Life is hard on this side of eternity, and the days are only getting darker and darker. I’m thankful for the life, example, and ministry of my dear big brother and mentor, Mike. He left a big imprint on my heart and life. Even so, I’m now looking forward to how the Lord might use me in the days ahead. I’m praying to that end that I’ll be a useful instrument, that I’ll be a faithful, holy, focused, humble, and teachable instrument useful in the hands of my Lord Jesus. I’m also praying that the Lord might send other men in my life who I might help, as Mike helped me.

The last year has been a time of a lot of prayer, a lot of tears, and a lot of reflection for me. And at the end of the day, I’ve realized I have much to be thankful for. The Lord has given me gifts, talents, and abilities to be used by Him. He has sent me men to help me grow and to help me. I’m so thankful for so many friends who have been listening ear over the past year. Above and beyond those friends, I’m grateful for a wife who loves me so much. She has given herself in every way to be spent for God’s glory and the good of His people.

I wish there were a way to end this already very long article I’ve written, but there’s not because the story is ongoing in my life, and the Lord is at work in me and through me. But I will end by saying that you will have rough days. Some of those days, you are going to cry. Some of those days, you are going to suffer. Some of your days will seem like you didn’t get anything done. There is no such thing as a wasted day. Every day is a gift of God’s grace. Enjoy it. Work hard for God’s glory in whatever you do. If you are a single mom, love your child with the love of the Lord. If you are married and have kids, love your spouse and children. If you are married but don’t have kids love your spouse with the love of Jesus. If you are a church member, love your fellow church members with the love of Jesus. Prize your growth in the grace of God and make it a priority to grow in the grace and knowledge of God revealed in the Word of God.

I’ll always be thankful for my big brother and mentor, Mike. And yet, I’m also grateful for how the Lord is at work in me now and through me. It’s taken me a long time to get to this place in the last year and to say, “It is well with my soul.” With your grief and struggles, it may take a long time to get there.

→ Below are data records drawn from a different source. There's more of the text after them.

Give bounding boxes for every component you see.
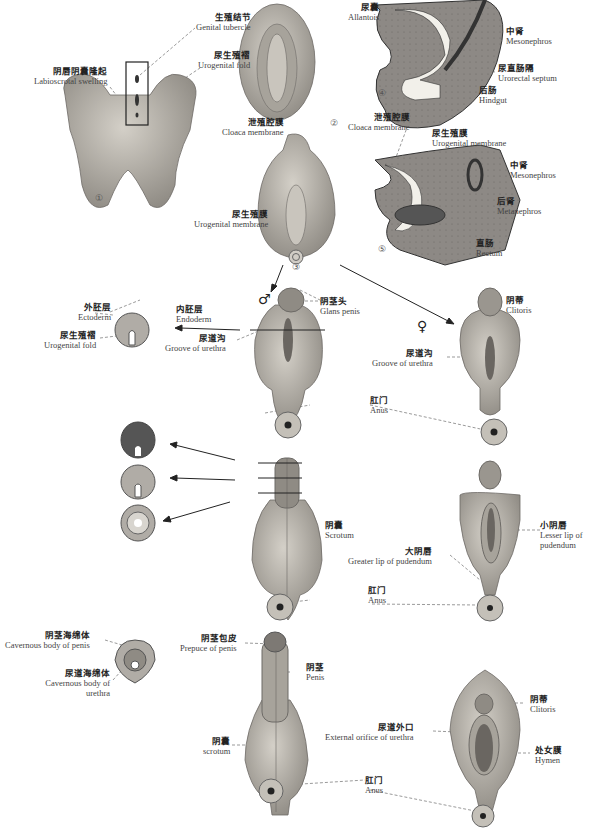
- male-stage-2: [252, 458, 322, 620]
- label-metanephros: 后肾Metanephros: [497, 196, 541, 216]
- label-mesonephros-5: 中肾Mesonephros: [510, 160, 556, 180]
- female-stage-2: [460, 461, 520, 621]
- label-anus-3: 肛门Anus: [365, 775, 383, 795]
- male-stage-1: [250, 288, 325, 438]
- label-urogenital-fold-section: 尿生殖褶Urogenital fold: [44, 330, 96, 350]
- label-ectoderm: 外胚层Ectoderm: [78, 302, 111, 322]
- label-clitoris-1: 阴蒂Clitoris: [506, 295, 532, 315]
- anatomy-illustration: [0, 0, 595, 840]
- label-scrotum-3: 阴囊scrotum: [203, 736, 230, 756]
- label-penis: 阴茎Penis: [306, 662, 324, 682]
- label-groove-urethra-female: 尿道沟Groove of urethra: [372, 348, 433, 368]
- label-cavernous-body-urethra: 尿道海绵体Cavernous body of urethra: [35, 668, 110, 698]
- cross-section-1: [115, 313, 149, 347]
- label-labioscrotal-swelling: 阴唇阴囊隆起Labioscrotal swelling: [34, 66, 107, 86]
- label-scrotum-2: 阴囊Scrotum: [325, 520, 354, 540]
- stage-number-5: ⑤: [378, 244, 386, 254]
- female-stage-3: [450, 670, 520, 827]
- label-hymen: 处女膜Hymen: [535, 745, 562, 765]
- label-anus-2: 肛门Anus: [368, 585, 386, 605]
- label-prepuce: 阴茎包皮Prepuce of penis: [180, 633, 237, 653]
- label-cloaca-membrane-4: 泄殖腔膜Cloaca membrane: [348, 112, 410, 132]
- label-endoderm: 内胚层Endoderm: [176, 304, 211, 324]
- stage-number-1: ①: [95, 193, 103, 203]
- label-genital-tubercle: 生殖结节Genital tubercle: [196, 12, 251, 32]
- stage-number-4: ④: [378, 88, 386, 98]
- label-external-orifice: 尿道外口External orifice of urethra: [325, 722, 414, 742]
- stage-number-2: ②: [330, 118, 338, 128]
- label-cavernous-body-penis: 阴茎海绵体Cavernous body of penis: [5, 630, 90, 650]
- label-urorectal-septum: 尿直肠隔Urorectal septum: [498, 63, 557, 83]
- label-greater-lip: 大阴唇Greater lip of pudendum: [348, 546, 432, 566]
- label-rectum: 直肠Rectum: [476, 238, 502, 258]
- label-glans-penis: 阴茎头Glans penis: [320, 296, 360, 316]
- embryo-stage-1: [64, 74, 196, 207]
- label-cloaca-membrane-2: 泄殖腔膜Cloaca membrane: [222, 117, 284, 137]
- label-clitoris-3: 阴蒂Clitoris: [530, 694, 556, 714]
- label-lesser-lip: 小阴唇Lesser lip of pudendum: [540, 520, 595, 550]
- label-urogenital-fold: 尿生殖褶Urogenital fold: [198, 50, 250, 70]
- label-groove-urethra-male: 尿道沟Groove of urethra: [165, 333, 226, 353]
- label-mesonephros-4: 中肾Mesonephros: [506, 26, 552, 46]
- male-symbol-icon: ♂: [258, 291, 271, 307]
- male-stage-3: [245, 632, 308, 815]
- label-anus-1: 肛门Anus: [370, 395, 388, 415]
- cross-section-penis: [115, 640, 155, 683]
- female-symbol-icon: ♀: [417, 318, 427, 334]
- label-urogenital-membrane-3: 尿生殖膜Urogenital membrane: [194, 209, 268, 229]
- stage-number-3: ③: [292, 262, 300, 272]
- label-allantois: 尿囊Allantois: [348, 2, 379, 22]
- label-urogenital-membrane-5: 尿生殖膜Urogenital membrane: [432, 128, 506, 148]
- label-hindgut: 后肠Hindgut: [479, 85, 507, 105]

But please don’t ever stop looking to and trusting the Lord as He is revealed in the Word of God. He is always faithful and true and will never leave or forsake you. His promises in His Word are a sure guide.

The Holy Spirit is still aiming to take the Word you read and study and hear preached and to take it home to your heart and life to help you grow to be like the Lord Jesus Christ. Some days will be challenging, but with the Lord at your side and eternity as your ultimate aim, looking forward to receiving the prize for the race you are running now towards the face of Jesus, He will always help you. He is with you. He is with me. He is growing His people in the grace and knowledge of God revealed in the Scriptures. So, as we suffer, grieve, and go through this life, let us look, as the writer of Hebrews says in Hebrews 12:1-2, to the author and finisher of our faith, the Lord Jesus. He is enough and always will be.